I went to see The Passenger (aka Professione: reporter), the 1975 feature directed by Michelangelo Antonioni, last night at a free screening; this was my first experience of this important film. The film had been rereleased in late 2005, and was showing at the same theater I went to see Brokeback Mountain for the first time on Saturday, 18 February 2006--I remember seeing the poster while standing in line, and regretting that I would have to defer my chance to see it until later. (That ended up being much later...in the wake of Brokeback Mountain, I had no energy or desire for other movies for some time).
So this was a second opportunity (maybe once in a lifetime) to see this work, as it was made and meant to be seen...as a 35-millimeter print projected onto a movie screen. The screening was fairly well-attended, so perhaps others were of a like mind, though there seemed to be a significant amount of restlessness in some members, with a few walkouts noticeable.
Antonioni, though one of the supremely great filmmakers (he died earlier this year after more than two decades of poor health), is not for all tastes. His pacing is deliberately patient and observant, his mood overridingly one of alienation and dislocation. He presents a pessimistic view of late twentieth-century man, but filters this through a prism of visual and aural poetry, rendering the pessimism equivocal by virtue of the intelligence and artistry of which the human mind is capable.
The Passenger stars Jack Nicholson as British TV reporter David Locke who, while on location in an unnamed African country, is ambiguously motivated to switch identities with a stranger with whom he becomes casually acquainted and who dies suddenly at the hotel in which they are both lodged. So Locke officially becomes dead to the world, while Robertson lives on in a new body. What Locke doesn't realize is that Robertson was an illegal arms smuggler, and unwittingly inherits Robertson's connections and responsibilities with his new identity.
The story is set up to become a thriller, but Antonioni frustrates and redirects this trajectory in a number of ways. Narrative is less important here than the evocation of mood and the delineation of existential freedom and angst. During the course of his international travels (the film was shot in Algeria, Britain, West Germany, and Spain), Locke meets up with a young woman (played by Maria Schneider), who is no less mysteriously motivated to become this strange man's fellow traveller and lover. Both are running away from the certainties of their past existences into an uncharted and potentially perilous future. And running after them, locked into attitudes of certainty and social expectation, are Locke's wife (played by Jenny Runacre), who comes to realize what her husband has done, and Robertson's (now Locke's) twin nemeses, his illicit accomplices and the law.
There is a subdued quality to Nicholson's performance, and Schneider and Runacre are both strangely affectless in their respective personae. This woodenness may have been deliberate on Antonioni's part, to convey a sense of alienation, which seems to me to be Antonioni's major theme in his body of work. Inspired use is made of the many exotic locations in which the story is set, and the film's (anti-)climax is a stunningly bravura sequence of camerawork (obviously inspired by Michael Snow's 1967 experimental film Wavelength) that literally pushes Locke to the periphery of the action, becoming the dead center of the other characters' frenetic and bewildered attentions.
Antonioni was the supreme cinematic poet of urban alienation, and even in a film like The Passenger, where much of the narrative transpires in rural settings, the blighted reach of twentieth-century urban man is shown to be limitless. Though not as fine as Antonioni's earlier L'eclisse and Il deserto rosso, this film remains a resonant work of art, capable of coloring one's experiences of the world outside the film itself, which is perhaps the most salient qualification of artistic greatness I know.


_YOUR INSTRUCTIONS_
Begin with the line that holds "Identify woman region." and retype through the last line of the listing below, exactly; pictures are not part of the copy.
### DATA PROVIDED ###
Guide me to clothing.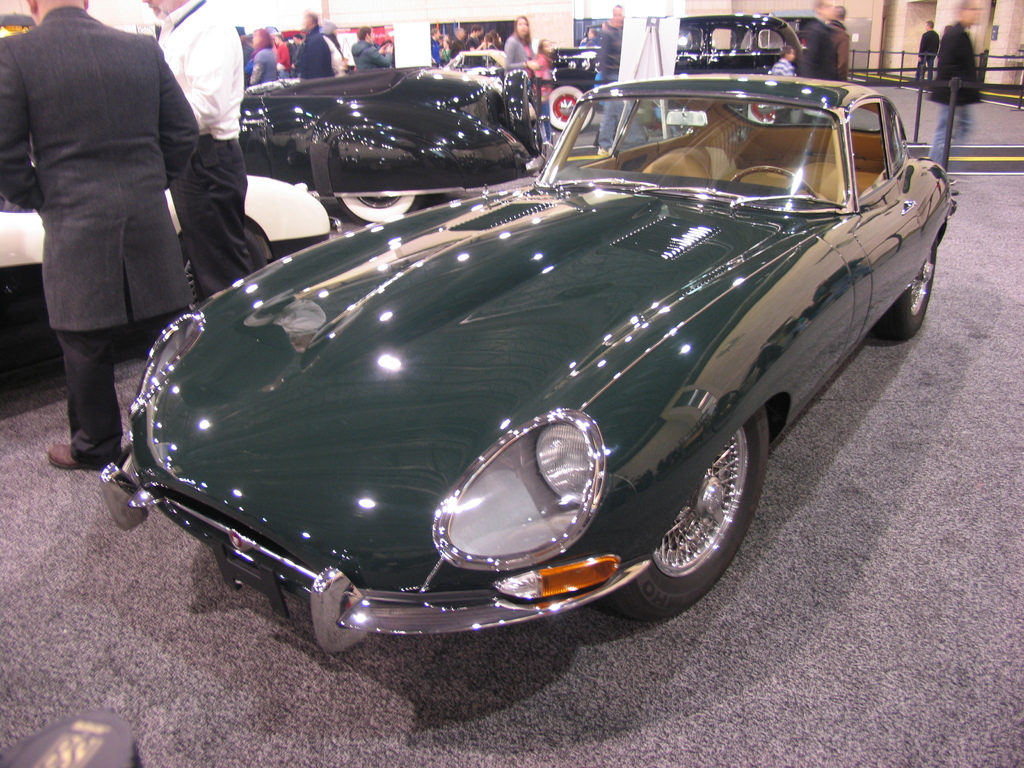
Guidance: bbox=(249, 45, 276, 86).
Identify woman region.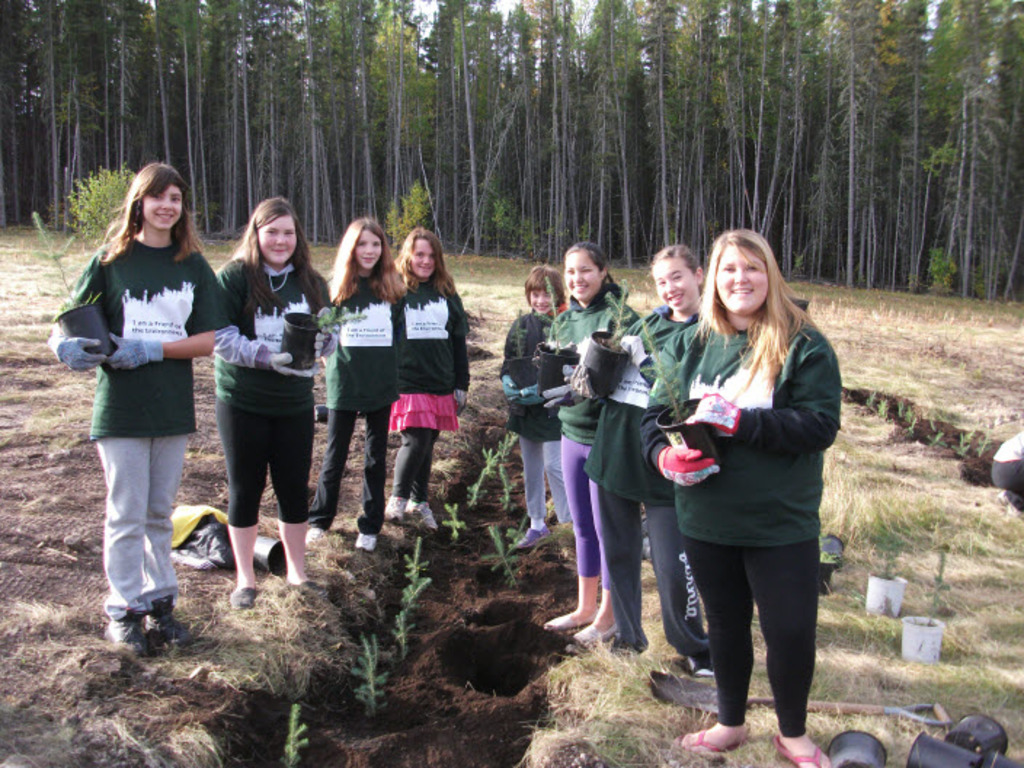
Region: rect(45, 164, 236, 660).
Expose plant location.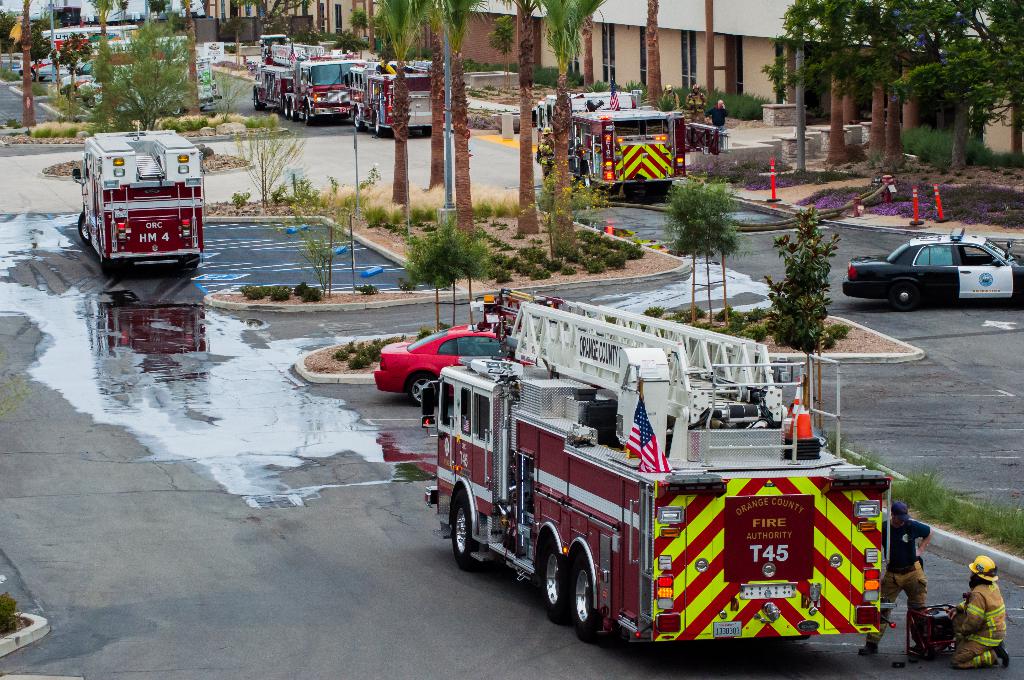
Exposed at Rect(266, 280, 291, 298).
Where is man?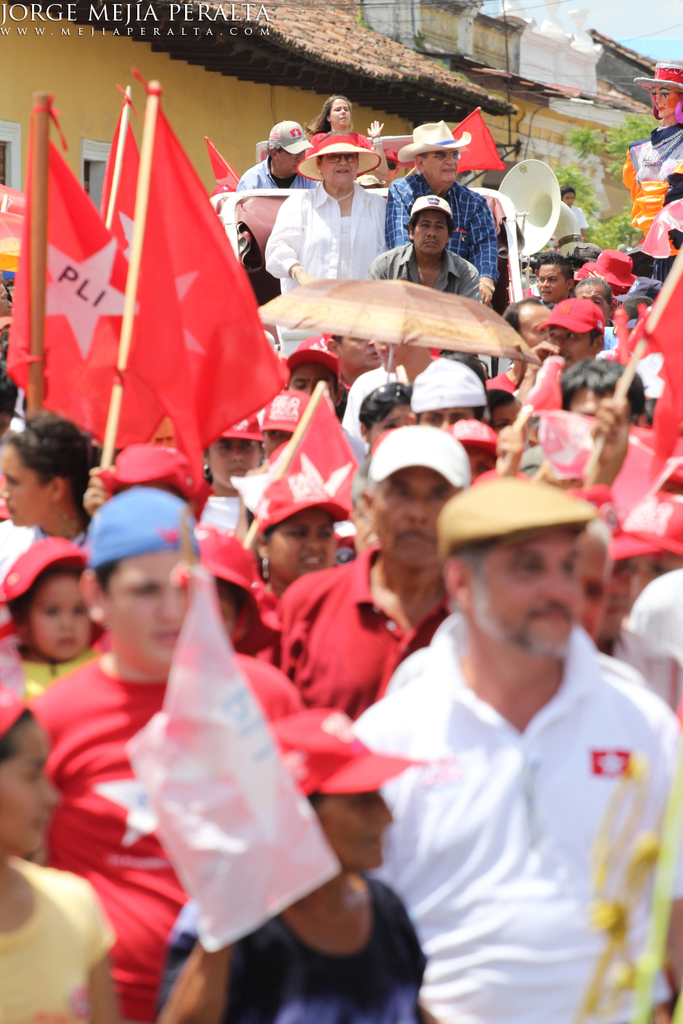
###
_THE ANSWER_
Identify woman region.
Region: rect(45, 164, 236, 660).
Expose plant location.
Exposed at Rect(266, 280, 291, 298).
Where is man?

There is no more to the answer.